I opened the door enough to get in and closed it again. Inside the garage, with the help of Diana's flashlight, I could see plenty enough space for two trucks. At present only one was there, though I could see marks on the dirt floor of the garage where another had been.
It was an insulated refrigerated truck, the container part about twelve feet long. Its sliding back door was propped open. A slanting metal ramp led to a dark interior where I could see the dim outlines of a lot of boxes. I went up the ramp. The boxes, collapsible wooden crates reinforced with wire, were for transporting seafood. I poked around a bit, but there was nothing else except a fish smell that kept my nose wrinkled. It wasn't a bad smell really, because everything was clean and being aired properly, but it wasn'
t a place to spend a lot of time either. I went down the ramp and outside, glad to be breathing fresh bayou air again.
Larry Silva had told me Bubba made a lot of money fishing and indeed he must have to be able to afford even one of those refrigerated trucks. But in this part of the world plenty of fishermen with large boats made good money and had refrigerated trucks.
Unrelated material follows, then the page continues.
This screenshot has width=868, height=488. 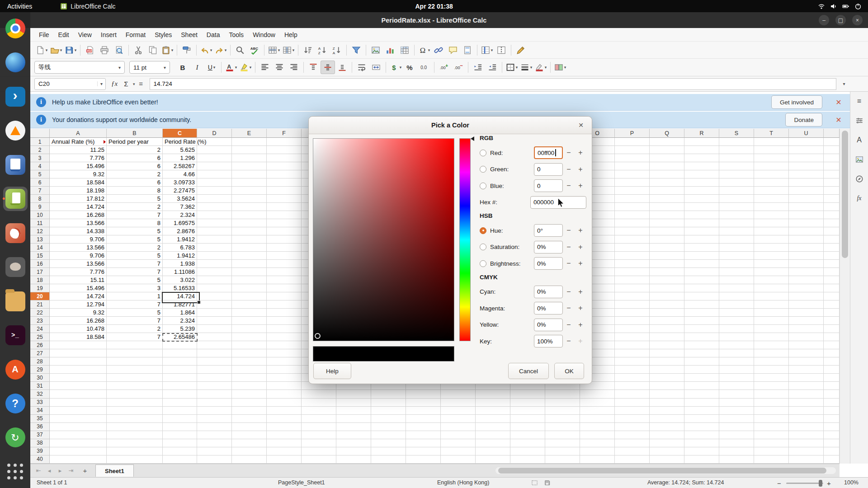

I could see nothing particularly unusual about this part of Bubba's setup, but I reminded myself that Bubba's illegitimate activities could easily have paid for the trucks.
When I got back to the boatel Diana was dressed and wanted to get back to town. She had a command performance society ordeal to attend that evening and needed the afternoon to get ready for it.
We didn't talk much. I figured she was thinking about what to wear while I wondered if she was going with the lawyer Wiley St. Cyr. She needed both of us, I was telling myself—not without a twinge of jealousy—because I could never be part of her high society life, so it surprised me considerably when we pulled up in front of her apartment and she invited me to her parents’ annual soiree to kick off the holiday season the following Saturday night.
Diana, it turned out, was getting ready to make a statement. And a proposal.
Maurice and Nita seemed to have vanished. No one was at home, and Maurice wasn't at the office. I went back to the Euclid, shaved, showered, changed, and tried again. When I still couldn't get them, I called Aubrey Wohl. He told me to meet him at his boat around four o'clock. That gave me time to go see a guy I knew in the Channel who put the key cylinder back into the steering column of the Thunderbird.
Aubrey kept his shrimp boat at Happy Jack, which is on the road to Venice, Louisiana—the very last town before the mouth of the Mississippi.
Aubrey had a sprightly looking Lafitte skiff about twenty-five feet long, rigged with wing nets and electrical winches to move them. When I got to Happy Jack, nothing but a small fishing village, I spotted the boat right away, because Aubrey was standing on the fan tail coiling a heavy yellow line. He had on the regulation white boots.